Working weekends only (8–16 hours/week), $1,000–$4,000 per month or $12,000–$48,000 per year. A 19-year-old made over $10,000 in one summer using a $600 trailer built from used equipment.
Yes. Profit margins run 50–85% depending on job type. Chemical costs are $5–$20 per job. A driveway wash takes 30–60 minutes and pays $100–$300. Revenue per hour of active work ranges from $100–$300+ for experienced operators.
Driveways: $100–$300. House washes: $200–$500. Roof cleaning: $400–$1,200. Commercial: $500–$5,000+. Deck and fence: $150–$400. Prices vary by region, property size, and contamination level.
Yes. A solo operator running 4–5 jobs per day at $200–$400 average ticket can gross $4,000–$10,000 per week during peak season.

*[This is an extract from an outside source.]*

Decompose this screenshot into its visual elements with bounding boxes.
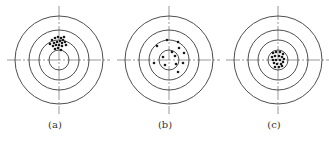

Over a 40-week season, that is $160,000–$400,000 in gross revenue. Net six-figure income is achievable with disciplined pricing and add-on services.
Employees: $15–$25/hour. Business owners billing by the job effectively earn $75–$300+ per hour of active work. A $300 driveway completed in one hour equals $300/hour. A $500 house wash in 90 minutes equals $333/hour.
Soft wash roof cleaning — $400–$1,200 per roof with $20–$40 in chemical costs. Commercial fleet washing and recurring contracts offer the best revenue predictability. Full-property bundling (house + driveway + gutters + deck) maximizes revenue per stop.
Solo operator monthly overhead: $730–$2,150 (fuel, chemicals, insurance, maintenance, marketing). Multi-truck: $7,000–$24,000+ (add payroll). Material costs per job are only $5–$20. The biggest ongoing costs are fuel, insurance, and labor.
ZipRecruiter, Glassdoor, and PayScale track employee wages — people who work FOR a pressure washing company at hourly rates of $15–$25. They do not track business owner income. A business owner keeps the profit margin on every job, not just an hourly wage — which is why the real number is 2–5x higher.
Start with a basic pressure washer ($300–$500) or a budget trailer build ($600–$3,000). Learn proper chemical application. Price your jobs correctly from day one. Reinvest earnings into better equipment. A full startup guide is available at mikevidan.com/blog.
25-Year Pressure Washing Business Owner · QuoteIQ Co-Founder · 580K+ YouTube Subscribers
Mike Vidan bought a pressure washing business for $26,000 and grew it into a seven-figure, multi-truck operation in Savannah, Georgia over two decades. He has personally operated at every tier described in this article — from solo side hustle to 10-truck company. He co-founded QuoteIQ, a CRM for home service contractors with 40,000+ daily users, and teaches contractors how to start, price, and scale through his YouTube channel and training programs. The income data in this article comes from 25 years of running the business, not from salary aggregation websites.